The minimum mispricing needed to overcome the spread is the half-spread:
For a buyer, the "true" value must exceed the ask (\(\$5.35\)), i.e., the mispricing relative to the model price must be at least \(\$0.15\) (the half-spread). For a seller, the "true" value must be below the bid (\(\$5.05\)). In general, any profitable trade requires the perceived mispricing to exceed the half-spread of \(\$0.15\).
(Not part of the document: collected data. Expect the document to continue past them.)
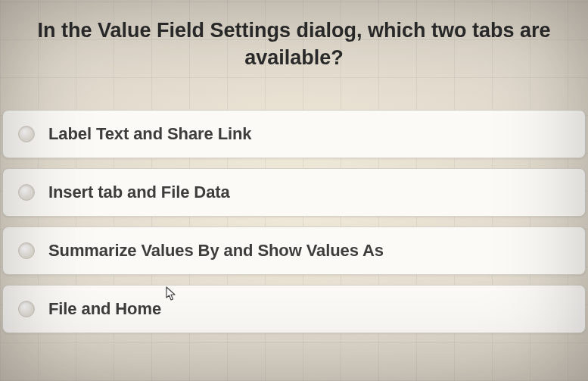  I want to click on option-label: Insert tab and File Data, so click(139, 192).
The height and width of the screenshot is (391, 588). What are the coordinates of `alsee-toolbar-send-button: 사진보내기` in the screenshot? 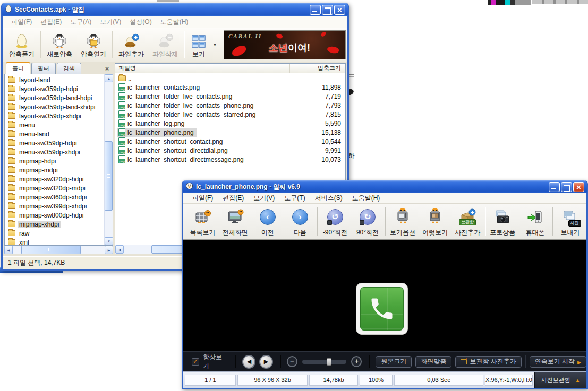 It's located at (570, 222).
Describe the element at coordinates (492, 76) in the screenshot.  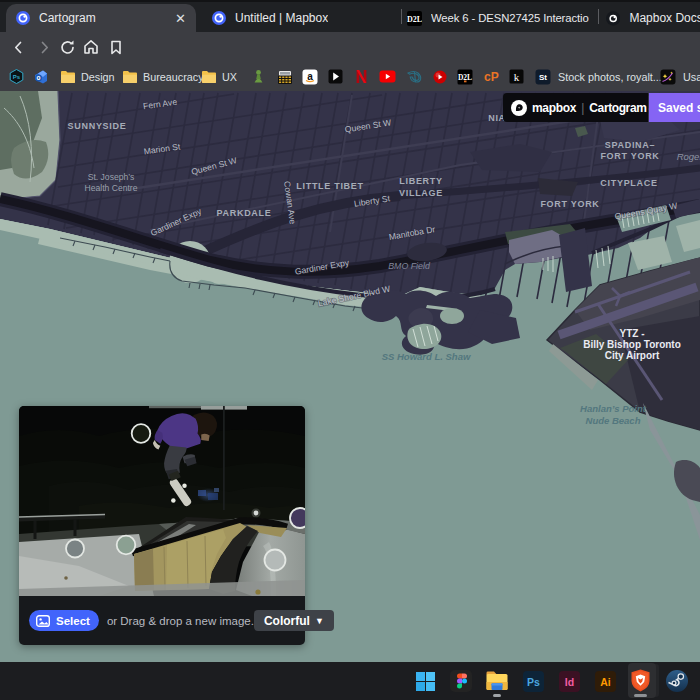
I see `svg-text: cP` at that location.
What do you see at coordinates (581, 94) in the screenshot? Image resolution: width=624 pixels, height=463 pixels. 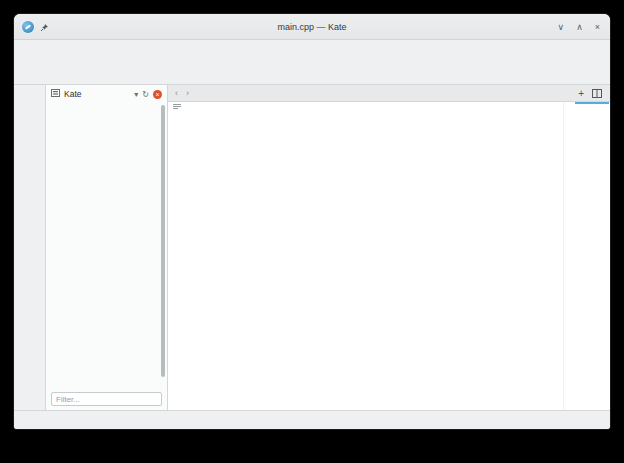 I see `new-tab-button: +` at bounding box center [581, 94].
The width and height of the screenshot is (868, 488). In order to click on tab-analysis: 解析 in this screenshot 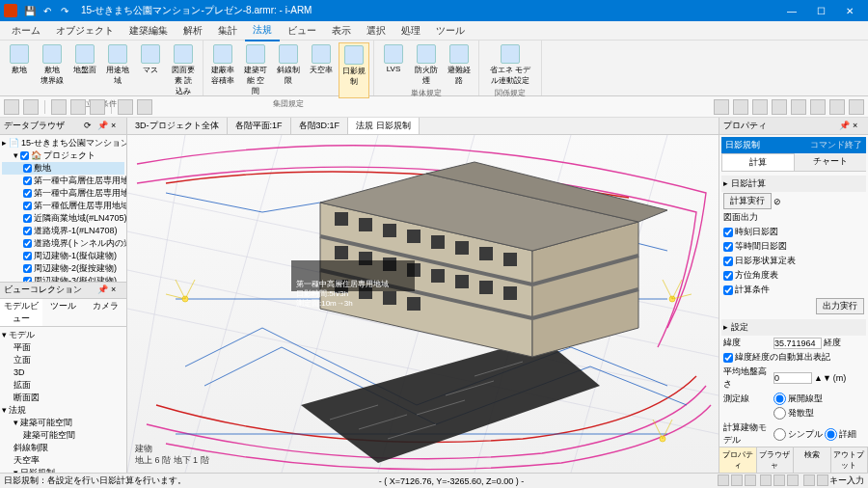, I will do `click(193, 31)`.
Exercise 5. Spreads typically widen during periods of high volatility. Suppose the half-spread is \(\kappa = 0.001\) under normal conditions (\(\sigma = 0.20\)) and widens to \(\kappa = 0.003\) during a volatility spike (\(\sigma = 0.40\)). For a delta-hedged short call with \(\Gamma = 0.03\) and \(S = 100\), compute the expected daily rehedging cost under both regimes. How does the cost-to-gamma-benefit ratio change between regimes?
Solution to Exercise 5
Normal conditions (\(\sigma = 0.20\), \(\kappa = 0.001\)): The expected daily rehedging cost for a delta hedge is approximately
where \(\Delta t = 1/252\). Computing:
The daily gamma benefit (expected gamma P&L from correctly hedged convexity) is
Cost-to-benefit ratio: \(0.00603 / 0.0238 = 0.253\), or about \(25\%\).
High volatility regime (\(\sigma = 0.40\), \(\kappa = 0.003\)):
The daily gamma benefit is
Cost-to-benefit ratio: \(0.0362 / 0.0952 = 0.380\), or about \(38\%\).
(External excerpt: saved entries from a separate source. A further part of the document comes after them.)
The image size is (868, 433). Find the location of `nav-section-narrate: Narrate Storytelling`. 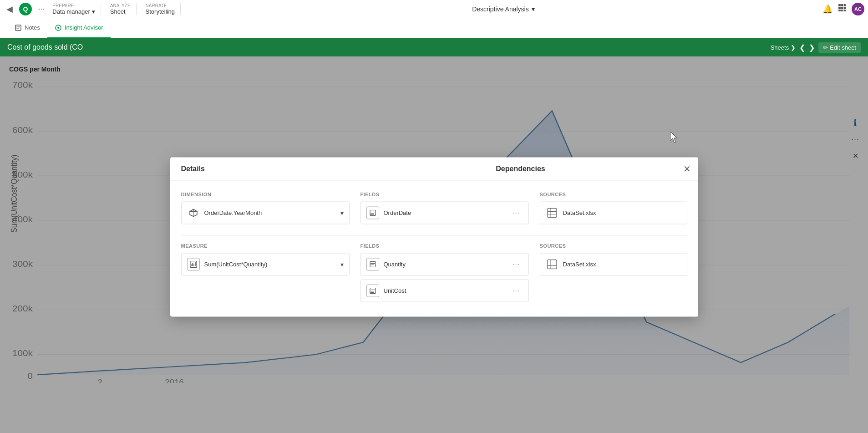

nav-section-narrate: Narrate Storytelling is located at coordinates (160, 9).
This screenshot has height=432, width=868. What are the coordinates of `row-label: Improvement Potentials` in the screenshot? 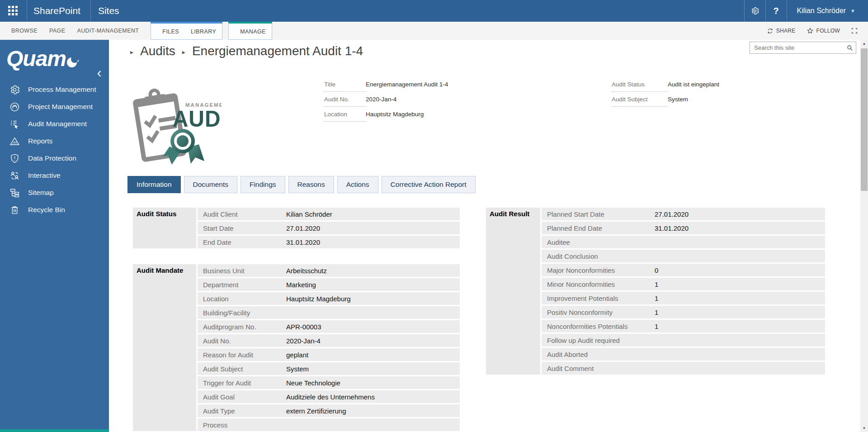 It's located at (598, 299).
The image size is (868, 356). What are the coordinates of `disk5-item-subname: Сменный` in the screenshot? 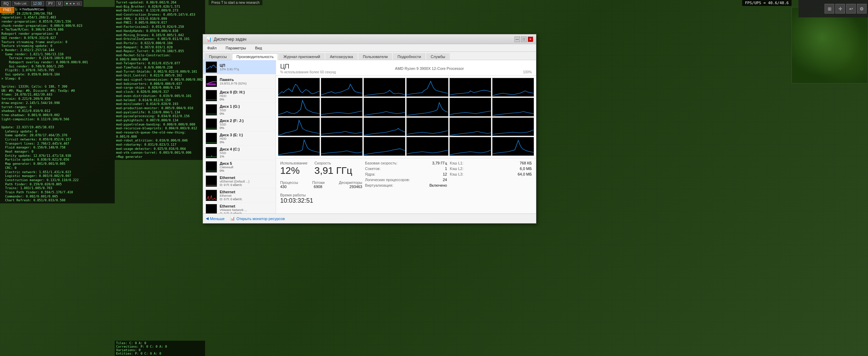 It's located at (246, 167).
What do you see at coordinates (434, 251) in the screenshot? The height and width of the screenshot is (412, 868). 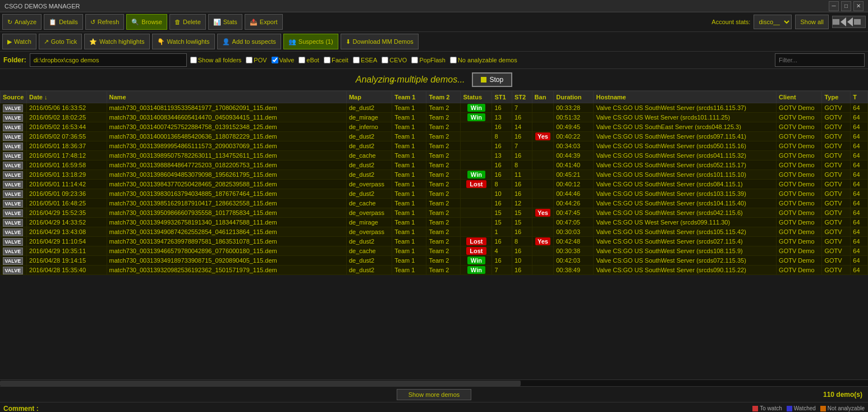 I see `table-row: VALVE2016/04/29 10:35:11match730_0031394…` at bounding box center [434, 251].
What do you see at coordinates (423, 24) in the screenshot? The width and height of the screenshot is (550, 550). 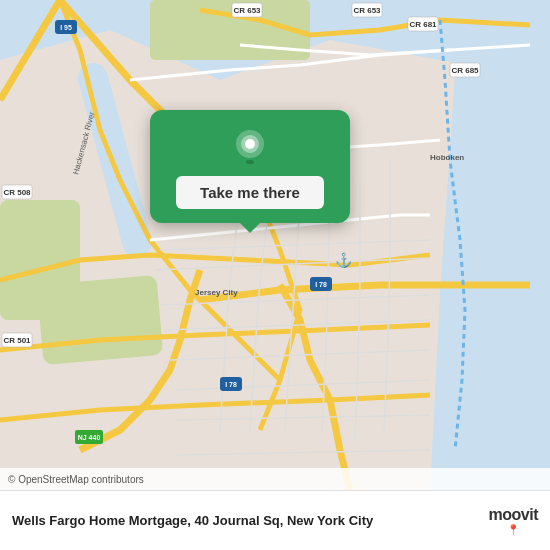 I see `svg-text: CR 681` at bounding box center [423, 24].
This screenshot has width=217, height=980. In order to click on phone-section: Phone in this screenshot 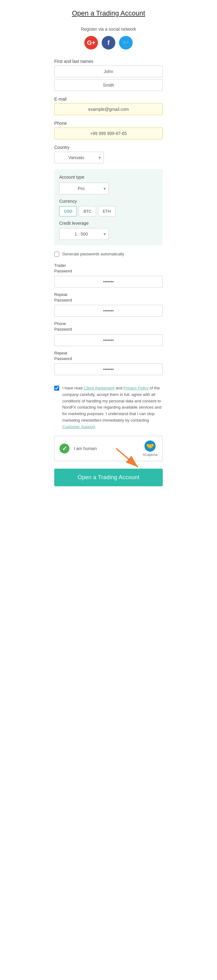, I will do `click(108, 130)`.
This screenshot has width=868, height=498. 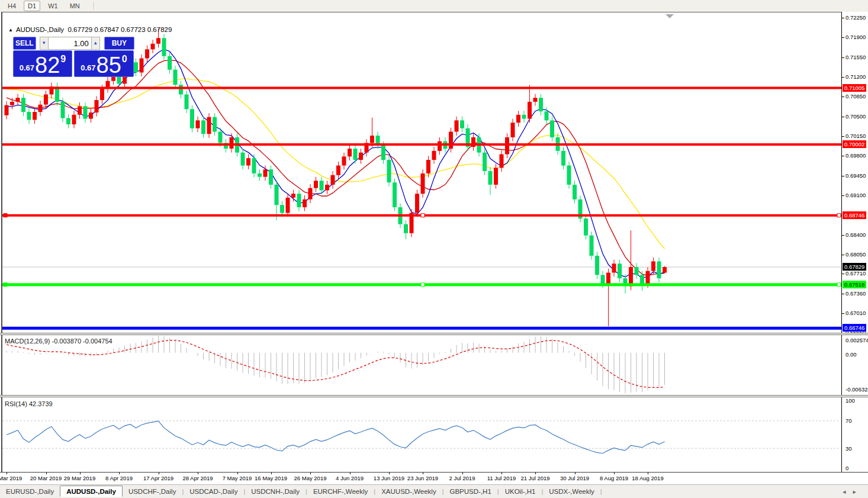 I want to click on date-tick-label: 16 May 2019, so click(x=271, y=478).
The cost-to-benefit ratio increases from \(25\%\) to \(38\%\) in the high-vol regime. Although both costs and benefits rise, the tripling of \(\kappa\) (from \(0.001\) to \(0.003\)) outpaces the doubling of \(\sigma\), making hedging proportionally more expensive during volatility spikes.
Exercise 6. A market maker quotes a bid-ask spread of \(\$0.20\) on an option worth \(\$8.00\) (model price). The option has \(\Gamma = 0.05\), \(\Theta = -0.03\) per day, and the underlying spread is \(\$0.05\). If the market maker delta-hedges and the expected daily move is consistent with \(\sigma = 0.25\), compute: (a) the daily spread revenue from market making; (b) the daily hedging cost (spread on underlying times expected turnover); (c) the net daily P&L before gamma/theta effects. Is the spread sufficient to cover hedging costs?
Solution to Exercise 6
(a) Daily spread revenue from market making: If the market maker captures the full option spread on each trade, the revenue per option traded is \(\$0.20\). Assuming the market maker trades an average of 1 contract per day (buying at bid, selling at ask), the daily spread revenue is \(\$0.20\) per contract per round trip, or \(\$0.10\) per side.
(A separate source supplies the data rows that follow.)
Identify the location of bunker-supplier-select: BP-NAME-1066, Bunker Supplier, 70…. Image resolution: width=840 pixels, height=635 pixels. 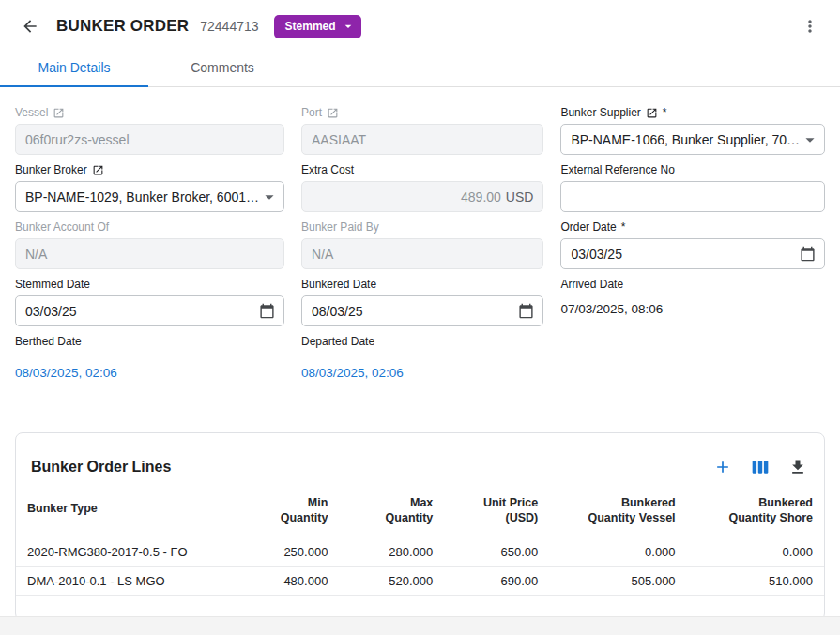
(693, 139).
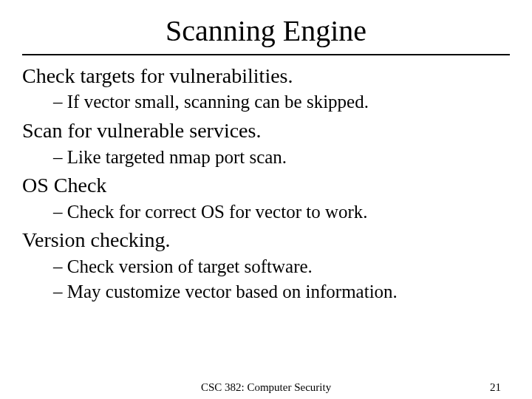 The height and width of the screenshot is (399, 532). I want to click on sub-item: – Check for correct OS for vector to wor…, so click(266, 212).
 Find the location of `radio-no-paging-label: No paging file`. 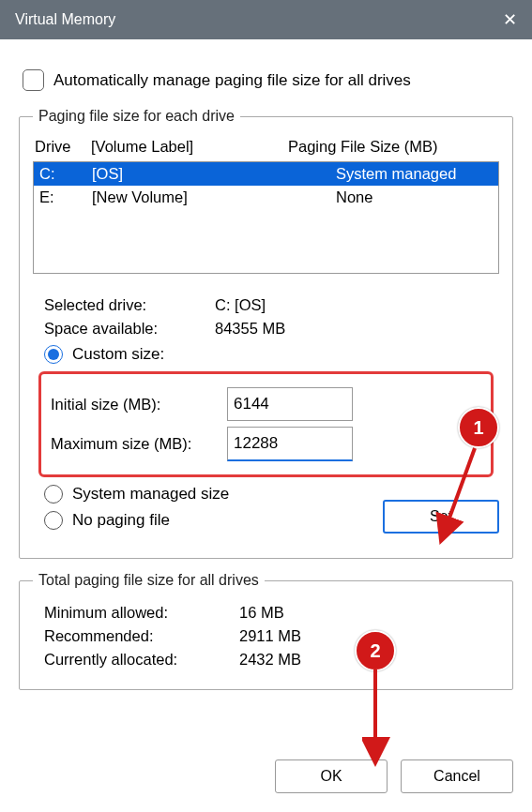

radio-no-paging-label: No paging file is located at coordinates (121, 520).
(b) Daily hedging cost: The expected daily delta change requires trading \(|\delta\Delta| \cdot S\) dollars of the underlying. The expected share turnover is
The hedging cost per day is the underlying spread times turnover:
(c) Net daily P&L before gamma/theta: The net P&L from spread capture minus hedging costs is
(using \(\$0.10\) for one side of market making).
Yes, the spread is more than sufficient to cover hedging costs. The hedging cost (\(\$0.003\)) is a small fraction of the spread revenue (\(\$0.10\)). The real risk to the market maker comes from gamma/theta effects: the theta decay earns \(\$0.03\)/day, while gamma risk (from adverse moves) and inventory risk are the main concerns. The spread provides a substantial buffer over pure hedging costs.